You’d assume that being worth $103 billion (£80.8 billion) would mean that all of the niggling professional regrets that you otherwise carry around with you would be sandblasted away.

Apparently not, though. Bill Gates is still fairly upset about his “greatest mistake ever”, though admittedly his ‘greatest mistake ever’ is probably of a greater magnitude and carries more importance to the world at large than your ‘greatest mistake ever’. Specifically, Gates is gutted that Microsoft missed out on the chance to make a phone platform to challenge Apple when it had the chance.

You know, in the software world, in particular for platforms, these are winner-take-all markets,” Gates explained at an event in San Francisco where he was interviewed by Eventbrite founder Julia Hartz, according to TechCrunch. “The greatest mistake ever is whatever mismanagement I engaged in that caused Microsoft not to be what Android is, [so] Android is the standard non-Apple phone form platform. That was a natural thing for Microsoft to win.
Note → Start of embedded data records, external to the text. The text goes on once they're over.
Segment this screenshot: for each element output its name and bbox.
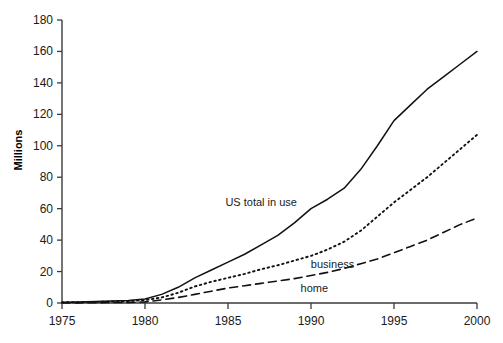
- series-line-1: [62, 135, 477, 303]
- series-line-0: [62, 51, 477, 302]
- y-tick-label: 20: [40, 265, 54, 279]
- series-annotations: US total in usebusinesshome: [225, 196, 354, 294]
- y-tick-label: 0: [46, 296, 53, 310]
- x-tick-label: 1990: [298, 314, 325, 328]
- series-layer: [62, 51, 477, 302]
- y-tick-label: 40: [40, 233, 54, 247]
- y-tick-label: 100: [33, 139, 53, 153]
- line-chart: 020406080100120140160180 197519801985199…: [0, 0, 503, 343]
- x-axis: 197519801985199019952000: [49, 303, 491, 328]
- y-axis: 020406080100120140160180: [33, 13, 62, 310]
- y-tick-label: 80: [40, 170, 54, 184]
- y-tick-label: 180: [33, 13, 53, 27]
- y-axis-title: Millions: [12, 130, 24, 171]
- series-label-0: US total in use: [225, 196, 297, 208]
- series-line-2: [62, 218, 477, 303]
- x-tick-label: 1995: [381, 314, 408, 328]
- y-tick-label: 160: [33, 44, 53, 58]
- x-tick-label: 2000: [464, 314, 491, 328]
- y-tick-label: 60: [40, 202, 54, 216]
- y-tick-label: 140: [33, 76, 53, 90]
- chart-container: 020406080100120140160180 197519801985199…: [0, 0, 503, 343]
- y-tick-label: 120: [33, 107, 53, 121]
- x-tick-label: 1980: [132, 314, 159, 328]
- series-label-2: home: [301, 282, 329, 294]
- x-tick-label: 1975: [49, 314, 76, 328]
- series-label-1: business: [311, 258, 355, 270]
- x-tick-label: 1985: [215, 314, 242, 328]
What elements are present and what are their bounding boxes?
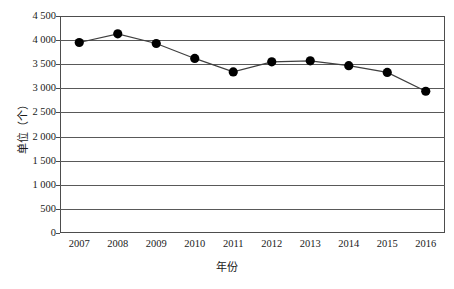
- y-axis-title: 单位（个）: [14, 56, 30, 196]
- data-point-marker: [113, 29, 122, 38]
- data-point-marker: [421, 87, 430, 96]
- data-point-marker: [190, 54, 199, 63]
- data-point-marker: [306, 56, 315, 65]
- data-point-marker: [344, 61, 353, 70]
- x-axis-title: 年份: [0, 258, 454, 274]
- data-series-layer: [0, 0, 454, 289]
- data-point-marker: [383, 68, 392, 77]
- data-point-marker: [267, 57, 276, 66]
- line-chart: 4 5004 0003 5003 0002 5002 0001 5001 000…: [0, 0, 454, 289]
- series-line: [79, 34, 426, 91]
- data-point-marker: [75, 38, 84, 47]
- data-point-marker: [229, 67, 238, 76]
- data-point-marker: [152, 39, 161, 48]
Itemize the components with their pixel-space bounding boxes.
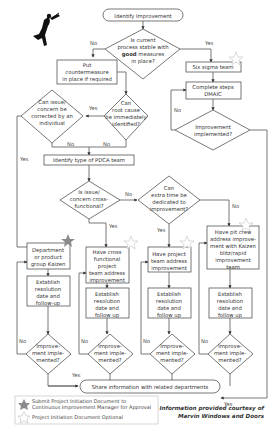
svg-text:improvement: improvement	[151, 265, 187, 272]
svg-text:resolution: resolution	[156, 298, 182, 304]
decision-implemented-4: Improve- ment imple- mented?	[208, 334, 253, 374]
svg-text:Establish: Establish	[95, 291, 119, 297]
svg-text:No: No	[81, 338, 88, 344]
start-terminal: Identify Improvement	[103, 9, 183, 21]
department-kaizen-box: Department or product group Kaizen	[27, 243, 70, 269]
svg-text:ment imple-: ment imple-	[214, 350, 246, 357]
cross-functional-team-box: Have cross functional project team addre…	[86, 247, 129, 284]
svg-text:address improve-: address improve-	[210, 236, 256, 243]
legend: Submit Project Initiation Document to Co…	[15, 396, 158, 424]
svg-text:team: team	[226, 264, 240, 270]
svg-text:team address: team address	[151, 258, 187, 264]
svg-text:Improve-: Improve-	[218, 343, 242, 350]
decision-improvement-implemented-sixsigma: Improvement implemented?	[175, 110, 250, 150]
share-terminal: Share information with related departmen…	[80, 380, 220, 393]
project-team-box: Have project team address improvement	[148, 247, 191, 272]
svg-text:Can: Can	[121, 100, 131, 106]
credit-line-1: Information provided courtesy of	[159, 405, 265, 412]
svg-text:individual: individual	[39, 120, 65, 126]
svg-text:Have project: Have project	[152, 251, 186, 258]
svg-text:Identify type of PDCA team: Identify type of PDCA team	[53, 157, 125, 164]
start-label: Identify Improvement	[114, 13, 171, 20]
svg-text:concern be: concern be	[37, 106, 66, 112]
svg-text:Yes: Yes	[88, 105, 98, 111]
svg-text:improvement: improvement	[89, 277, 125, 284]
svg-text:date and: date and	[218, 305, 242, 311]
svg-text:Have pit crew: Have pit crew	[215, 229, 252, 236]
svg-text:Yes: Yes	[108, 223, 118, 229]
svg-text:mented?: mented?	[218, 357, 241, 363]
svg-text:corrected by an: corrected by an	[31, 113, 73, 120]
svg-text:ment imple-: ment imple-	[156, 350, 188, 357]
svg-text:Yes: Yes	[71, 372, 81, 378]
svg-text:follow up: follow up	[218, 312, 243, 319]
svg-text:Improve-: Improve-	[36, 343, 60, 350]
decision-extra-time: Can extra time be dedicated to improveme…	[138, 176, 200, 224]
svg-text:Complete steps: Complete steps	[192, 84, 234, 91]
svg-text:Improve-: Improve-	[160, 343, 184, 350]
svg-text:or product: or product	[34, 254, 61, 261]
decision-implemented-2: Improve- ment imple- mented?	[88, 334, 133, 374]
svg-text:Is current: Is current	[130, 37, 155, 43]
svg-text:countermeasure: countermeasure	[65, 69, 108, 75]
svg-text:Yes: Yes	[19, 156, 29, 162]
svg-text:Is issue/: Is issue/	[78, 189, 100, 195]
svg-text:extra time be: extra time be	[151, 192, 187, 198]
pdca-box: Identify type of PDCA team	[44, 155, 134, 165]
svg-text:group Kaizen: group Kaizen	[31, 261, 66, 268]
svg-text:ment with Kaizen: ment with Kaizen	[210, 243, 256, 249]
svg-text:process stable with: process stable with	[117, 44, 168, 51]
svg-text:functional: functional	[94, 256, 120, 262]
svg-text:Improve-: Improve-	[98, 343, 122, 350]
svg-text:No: No	[103, 141, 110, 147]
svg-text:mented?: mented?	[160, 357, 183, 363]
svg-text:resolution: resolution	[94, 298, 120, 304]
svg-text:Department: Department	[32, 247, 64, 254]
svg-text:in place?: in place?	[131, 58, 155, 65]
svg-text:No: No	[174, 107, 181, 113]
svg-text:Have cross: Have cross	[92, 249, 121, 255]
svg-text:Yes: Yes	[204, 40, 214, 46]
svg-text:mented?: mented?	[98, 357, 121, 363]
svg-text:implemented?: implemented?	[194, 131, 232, 138]
svg-text:identified?: identified?	[112, 121, 140, 127]
decision-implemented-3: Improve- ment imple- mented?	[150, 334, 195, 374]
svg-text:team address: team address	[89, 270, 125, 276]
countermeasure-box: Put countermeasure in place if required	[57, 60, 117, 84]
dmaic-box: Complete steps DMAIC	[186, 82, 241, 99]
svg-text:follow up: follow up	[157, 312, 182, 319]
decision-root-cause: Can root cause be immediately identified…	[104, 94, 148, 140]
svg-text:concern cross-: concern cross-	[70, 196, 109, 202]
svg-text:resolution: resolution	[217, 298, 243, 304]
svg-text:good measures: good measures	[122, 51, 165, 58]
svg-text:Establish: Establish	[36, 279, 60, 285]
svg-text:ment imple-: ment imple-	[94, 350, 126, 357]
svg-text:No: No	[125, 191, 132, 197]
svg-text:date and: date and	[36, 293, 60, 299]
svg-text:mented?: mented?	[36, 357, 59, 363]
svg-text:root cause: root cause	[112, 107, 140, 113]
svg-text:Improvement: Improvement	[195, 124, 231, 131]
svg-text:Establish: Establish	[218, 291, 242, 297]
decision-cross-functional: Is issue/ concern cross- functional?	[60, 181, 120, 219]
decision-individual: Can issue/ concern be corrected by an in…	[21, 90, 83, 143]
svg-text:No: No	[67, 141, 74, 147]
establish-box-3: Establish resolution date and follow up	[148, 288, 191, 319]
establish-box-1: Establish resolution date and follow-up	[27, 276, 70, 307]
svg-text:Share information with related: Share information with related departmen…	[92, 384, 209, 391]
establish-box-4: Establish resolution date and follow up	[209, 288, 252, 319]
svg-text:No: No	[19, 338, 26, 344]
svg-text:be immediately: be immediately	[105, 114, 146, 121]
svg-text:Yes: Yes	[156, 227, 166, 233]
svg-text:No: No	[90, 40, 97, 46]
svg-text:functional?: functional?	[74, 203, 103, 209]
svg-text:blitz/rapid: blitz/rapid	[220, 250, 247, 257]
improvement-flowchart: Identify Improvement Is current process …	[0, 0, 279, 427]
svg-text:Project Initiation Document Op: Project Initiation Document Optional	[32, 414, 123, 421]
svg-text:Establish: Establish	[157, 291, 181, 297]
svg-text:improvement?: improvement?	[150, 206, 189, 213]
svg-text:Can issue/: Can issue/	[38, 99, 66, 105]
decision-implemented-1: Improve- ment imple- mented?	[26, 334, 71, 374]
svg-text:Can: Can	[164, 185, 174, 191]
credit-line-2: Marvin Windows and Doors	[178, 413, 265, 419]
“It really is winner-takes-all. If you’re there with half as many apps or 90 per cent as many apps, you’re on your way to complete doom. There’s room for exactly one non-Apple operating system, and what’s that worth? $400 billion that would be transferred from company G [Google] to company M [Microsoft].”

As you see, this is a different order of magnitude to accidentally Slacking your line manager about how much you hate your line manager. This one could have reshaped the entirety of tech and society around it entirely.

“We are a leading company. If we got that one right, we would be the company,” Gates went on, slightly ominously. “But oh well.”